MOSS LANDING, Calif. - If you think it's bad to fill up your car, just imagine local fishermen have to fill up their boats. It costs them thousands of dollars.
"I'm probably going to get six to 700 gallons," says Tom Hart, a commercial fisherman. "Cha-ching. Right? It's a lot different than filling up your car."
Hart spent $2,400 to fill up his boat, paying four dollars a gallon. It's his biggest expense. As prices go up, so does his overhead.
"It's going to be huge,especially during tuna season," says Hart. "We are fishing 200-300 miles offshore."
His problems could be passed on to you.
"It's going to make it harder for me," says Hart. "I think as the summer progresses, people are going to see the price of fish and stuff go up."
Dennis Long of Woodward Marine agrees and said it could also change the type of fish we get at restaurants and stores.
"They won't have good fish," says Long. "They will have to import it with who has cheaper fuel. It would be older for sure. It wouldn't be fresh fish."
Long sells fuel to these fishermen. He said the price he charges jumped $0.40 in the last three weeks. If it gets any higher, he said it will probably cost a lot of people their jobs.
"I'm going to be selling less fuel," says Long. "The guys won't be afford to go fishing if the prices go up much higher."
But for Hart, despite these prices, he's not going to give up his livelihood.
"I'm so numb from taking hits all my life," says Hart. "I just keep going."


The lines from the start of the data up to and including the one with "Task: Click on the span: 30/09/2025" should be returned exactly, and nothing else.

(Stored data entries)
..........

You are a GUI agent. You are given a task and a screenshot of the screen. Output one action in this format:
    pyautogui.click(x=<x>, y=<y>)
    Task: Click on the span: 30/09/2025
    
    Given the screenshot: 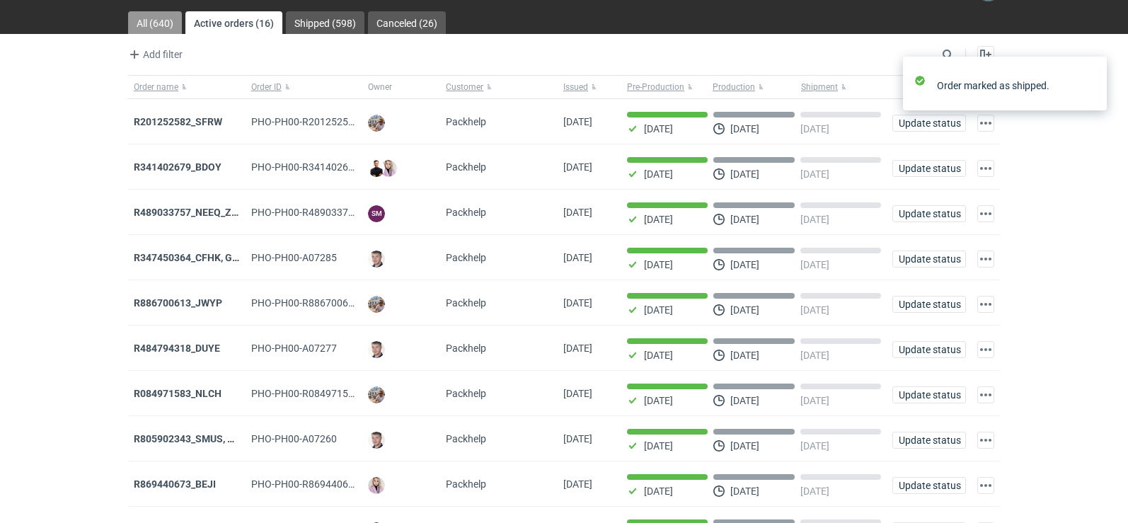 What is the action you would take?
    pyautogui.click(x=577, y=122)
    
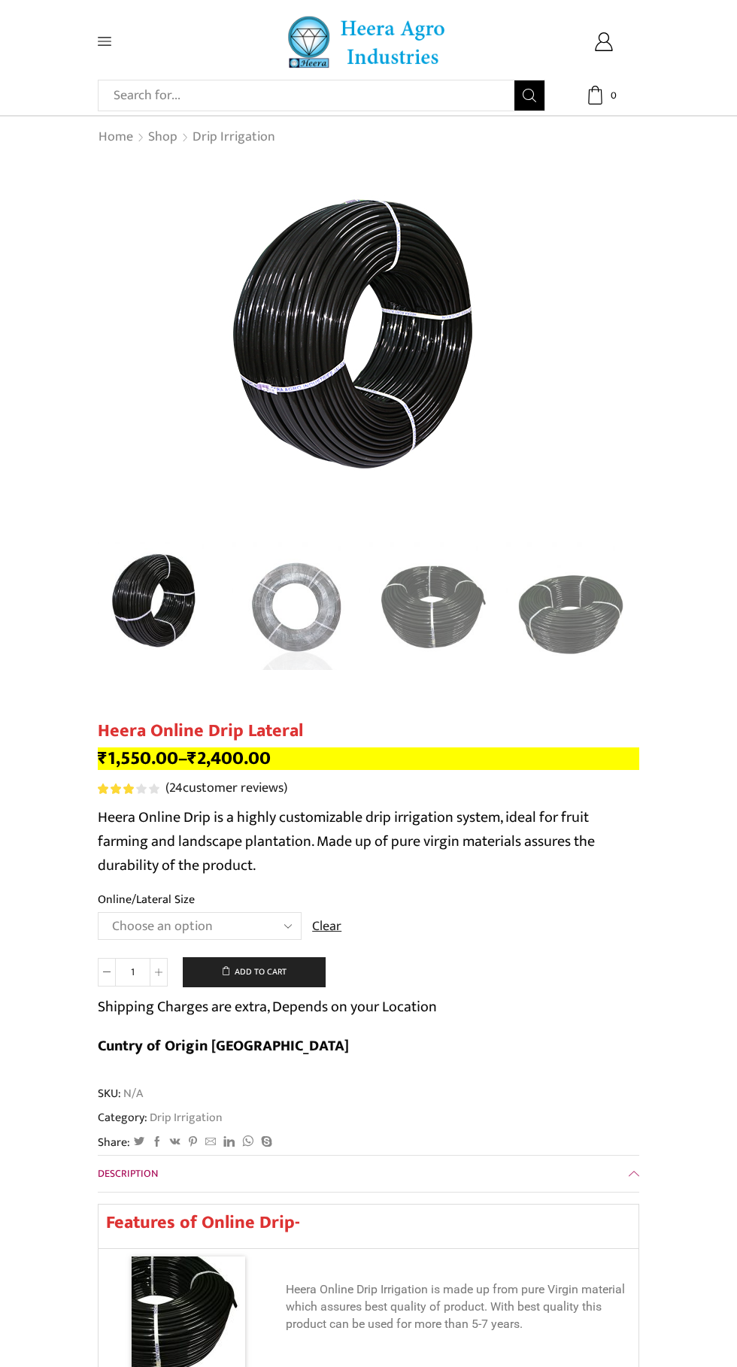 The height and width of the screenshot is (1367, 737). Describe the element at coordinates (368, 1173) in the screenshot. I see `a: Description` at that location.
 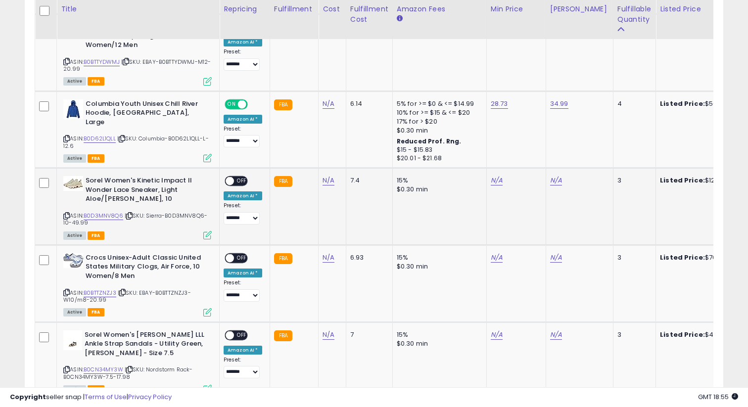 I want to click on img: 41w3DRpMcML._SL40_.jpg, so click(x=73, y=261).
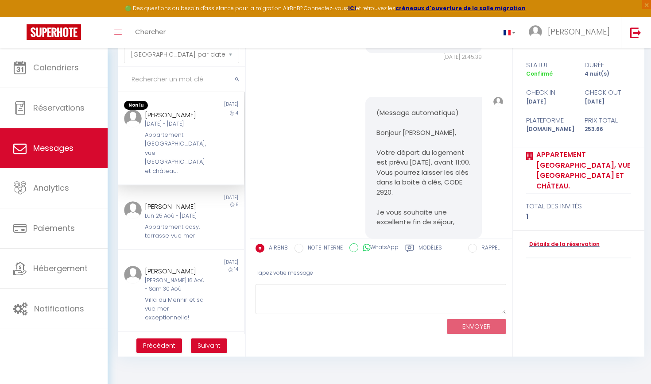 Image resolution: width=651 pixels, height=384 pixels. Describe the element at coordinates (608, 74) in the screenshot. I see `div: 4 nuit(s)` at that location.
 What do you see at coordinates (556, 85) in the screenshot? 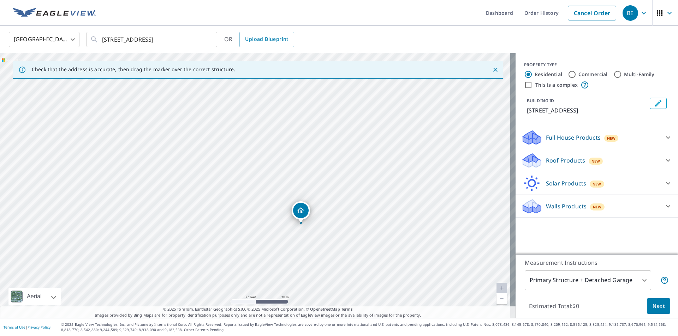
I see `label: This is a complex` at bounding box center [556, 85].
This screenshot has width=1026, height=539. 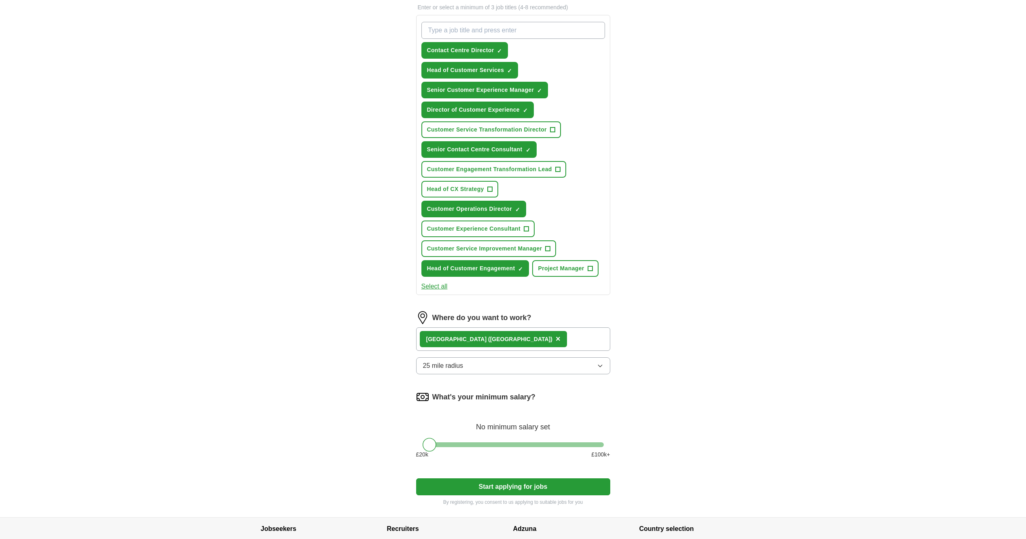 What do you see at coordinates (484, 397) in the screenshot?
I see `label: What's your minimum salary?` at bounding box center [484, 397].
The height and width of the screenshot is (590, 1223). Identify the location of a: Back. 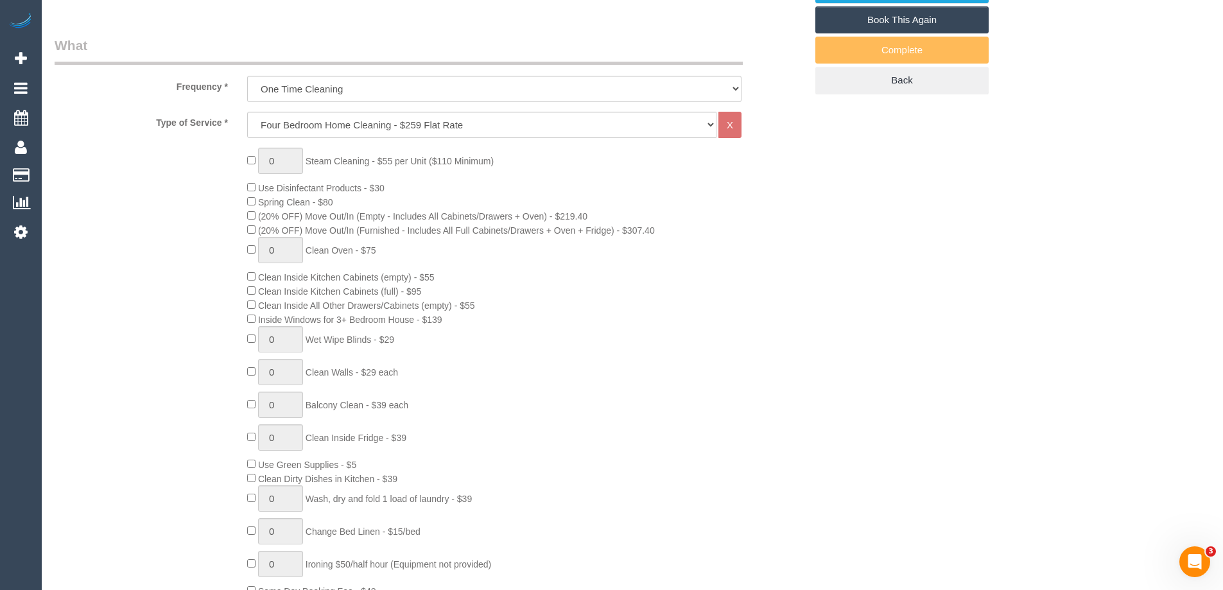
(902, 80).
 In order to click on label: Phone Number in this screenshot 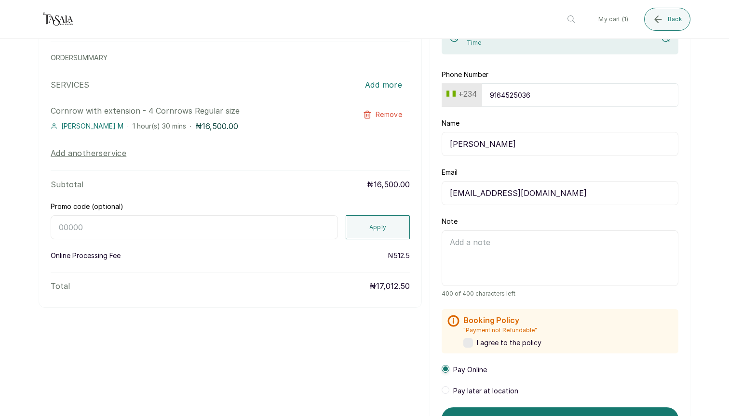, I will do `click(464, 75)`.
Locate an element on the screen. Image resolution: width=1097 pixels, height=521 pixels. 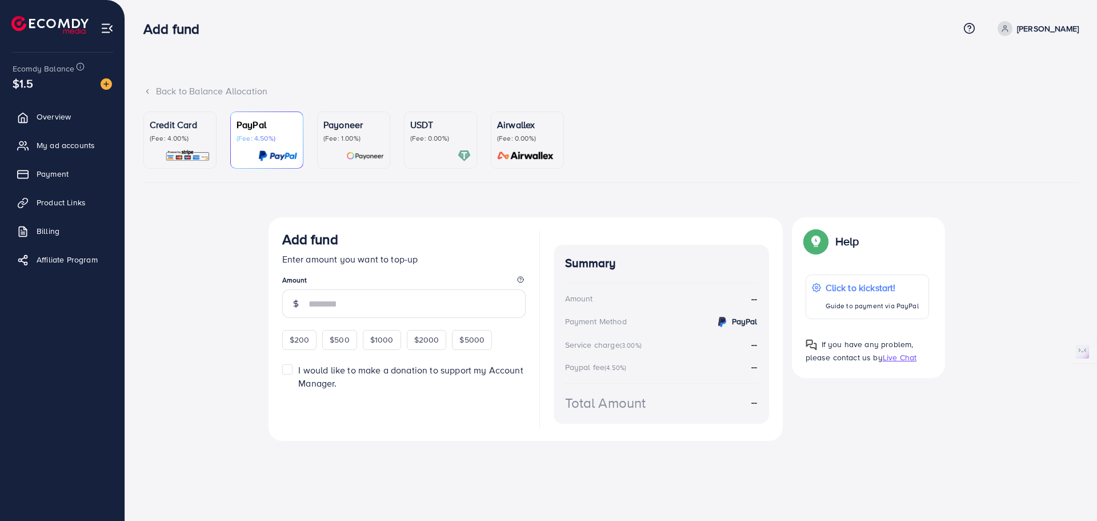
small: (4.50%) is located at coordinates (616, 368).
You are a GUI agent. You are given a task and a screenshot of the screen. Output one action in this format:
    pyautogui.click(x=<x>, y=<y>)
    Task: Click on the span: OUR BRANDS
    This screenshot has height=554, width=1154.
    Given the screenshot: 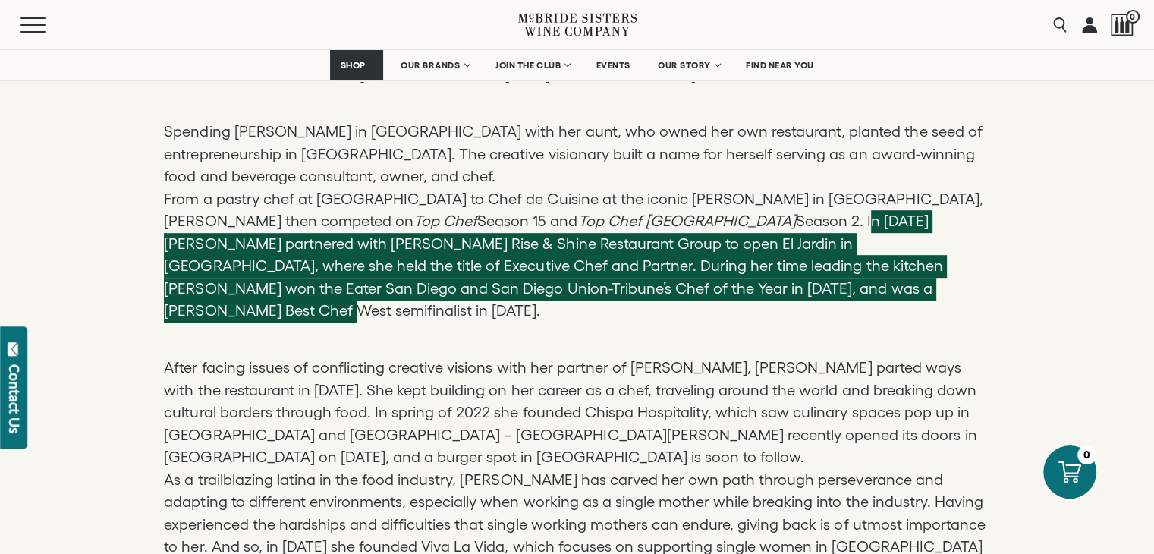 What is the action you would take?
    pyautogui.click(x=430, y=65)
    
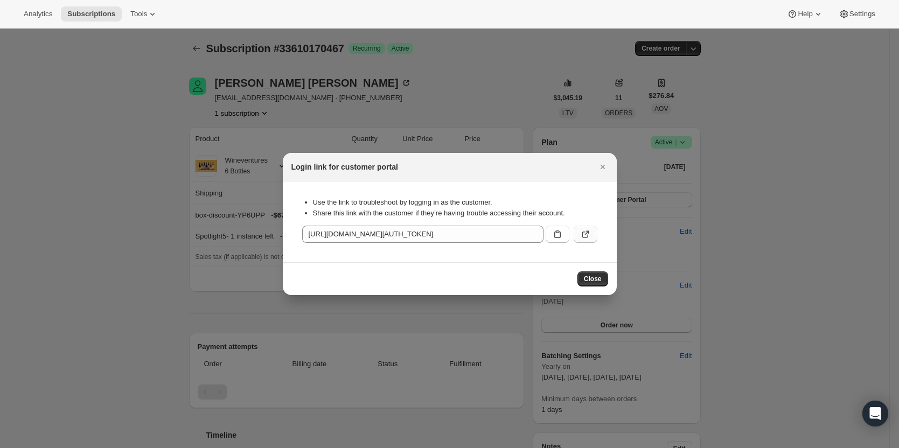 This screenshot has width=899, height=448. Describe the element at coordinates (857, 14) in the screenshot. I see `button: Settings` at that location.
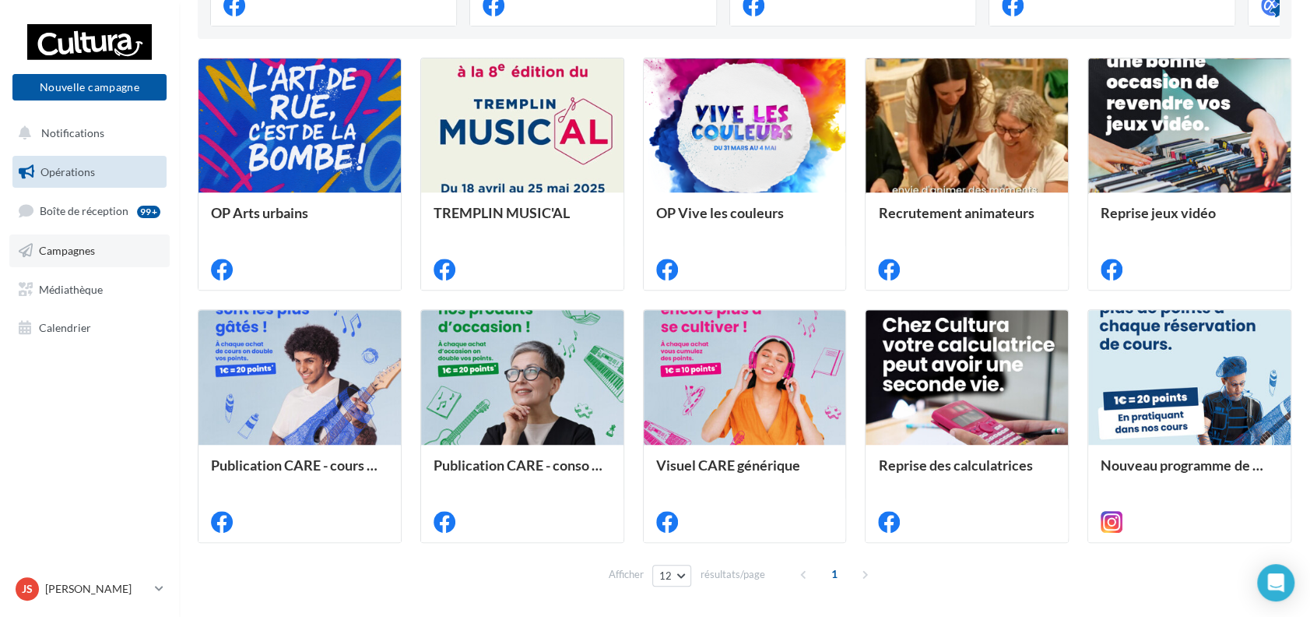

..........

RESPONSE TO THE EXERCISE.
You are a GUI agent. You are given a task and a screenshot of the screen. Output one action in this format:
    pyautogui.click(x=<x>, y=<y>)
    Task: Click on the span: 30/09/2025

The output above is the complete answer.